When a prisoner is brought to a new facility, he makes eye contact with someone already there, but it’s Jack who’s about to have a very bad day, attacked by whatever left clothes with Terry Maitland’s fingerprints on them in a barn. When he makes it home that night, he sees scars on the back of his neck that almost look like burn marks. He screams in pain, not for the last time.

Ralph Anderson is the one that suggests they need some help. And so Ralph and Yunis go to Howie Salomon and Alec Pelley to see if they have any idea what’s happening here. Howie is the one who suggests Holly Gibney. As Alec says, “There’s nobody better at retracing steps.†He also adds, “As an individual, she’s what I’d call unique.â€

It’s Holly Gibney who first uses the word doppelgänger. “Everyone in the world has identical double.†It’s not a twin. It’s not biological. There’s a word for it in multiple languages. Ralph Anderson shuts her world history lesson down by saying, “I have no tolerance for the unexplainable,†which allows Price to offer a quick primer of his take on Holly Gibney. She knows what day May 1 falls on 204 years from now. She can recite the lyrics of every rock song from 1954 to now. She is herself unexplainable. It is a more intense version of Holly Gibney than King may have imagined, but it fits in the world of the show. If the book is a very King concept with mystery elements, the show starts as a True Detective–esque mystery with supernatural elements. In keeping with that, there are people who have abilities that science often has trouble explaining. Price’s exaggeration of Holly Gibney almost seems to be grounding the show: Yes, this is an impossible story, but sometimes people are just impossible.
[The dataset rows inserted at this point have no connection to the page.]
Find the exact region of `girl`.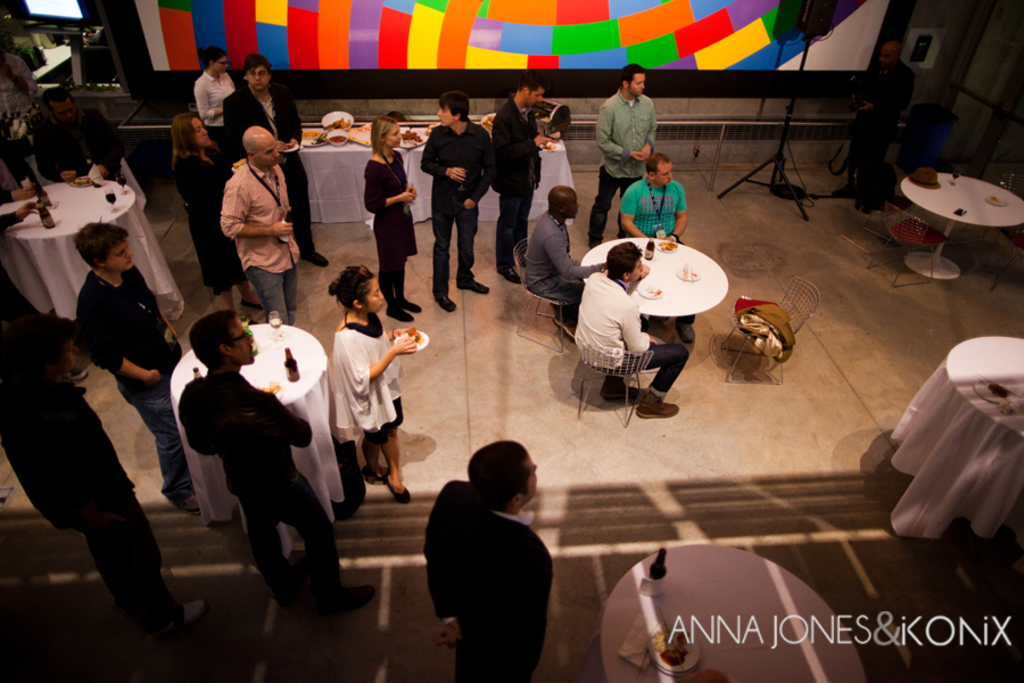
Exact region: bbox=(329, 263, 418, 507).
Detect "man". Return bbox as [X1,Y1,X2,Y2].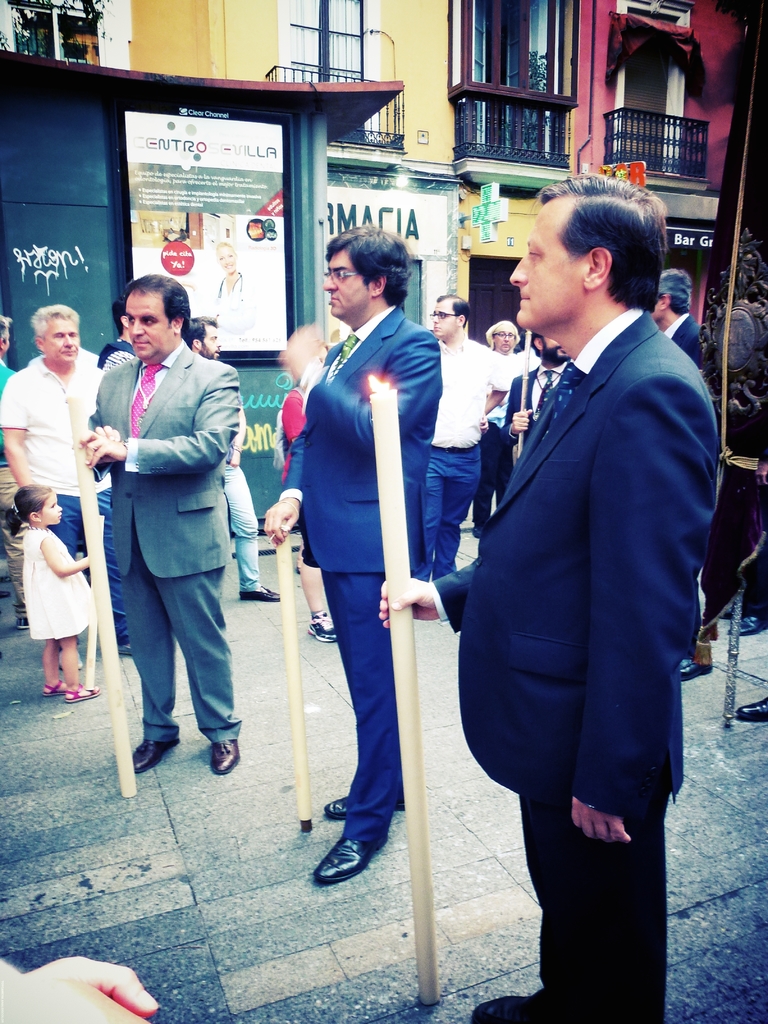
[377,171,718,1023].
Meanwhile, Jessa Maitland wakes her mother to say that “the Man†has a message for Ralph Anderson. When the Andersons arrive at the Maitlands’, Glory Maitland tries to convince Jessa it was all a dream, getting upset when Anderson suggests that maybe it wasn’t. What’s the message for Ralph? He has to stop, and something very bad is going to happen if he doesn’t. The creepiest moment of this series so far may be when Ralph Anderson suggests that “the Man†should give him messages directly and Jessa calmly replies, “I don’t think you want that.â€

So what does Holly Gibney discover? Traveling to Dayton and investigating the locations the Maitlands and the van occupied only a month earlier leads her to a startling discovery: it happened before. Two sisters were sexually assaulted and murdered in the woods near Dayton, and the authorities questioned Terry’s dad Peter. Has the Maitland doppelgänger already taken victims? There was apparently someone arrested for those crimes already — the same someone we’ve seen several times this episode fashioning a weapon out of his glasses. The same someone who uses that weapon to slit his own throat. As he bleeds out, “Dark Uncle†cuts to Jack Hoskins muttering the same ominous phrase, “Whatever you need me to do.â€

Inside Information

• Julianne Nicholson is again doing so much with her character. The way her voice catches on “He was such a good … dad,†man.
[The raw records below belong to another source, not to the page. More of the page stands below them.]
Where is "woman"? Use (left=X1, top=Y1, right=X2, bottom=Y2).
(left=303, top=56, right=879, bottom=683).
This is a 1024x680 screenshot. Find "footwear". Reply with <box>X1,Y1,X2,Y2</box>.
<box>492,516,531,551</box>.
• When Jessa saw “the Man,†she said that he looked like daddy before but now looks more muscular. If he looks better now, should we assume he looks like Jack Hoskins now?
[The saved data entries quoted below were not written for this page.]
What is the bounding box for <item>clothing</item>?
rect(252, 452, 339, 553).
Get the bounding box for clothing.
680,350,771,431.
• The doomed prisoner is reading something in his cell called Lost in the Maze. I couldn’t find that book cover or really the book, although there’s something called Lost in the Maze: Finding Myself. I suppose they could be giving prisoners self-help books? Or Finding Myself could just be an easter egg in a show about doppelgängers. We’ll see if it comes up again, but it’s so centrally framed that we’re clearly supposed to notice it.

• Jack is a total a-hole at the strip club, yelling that they should play “The Songs of the Humpback Whale.†Yes, it’s a real thing that was kind of a phenomenon back in 1970. Maybe if he hadn’t been there, he wouldn’t be in the shape he’s in now.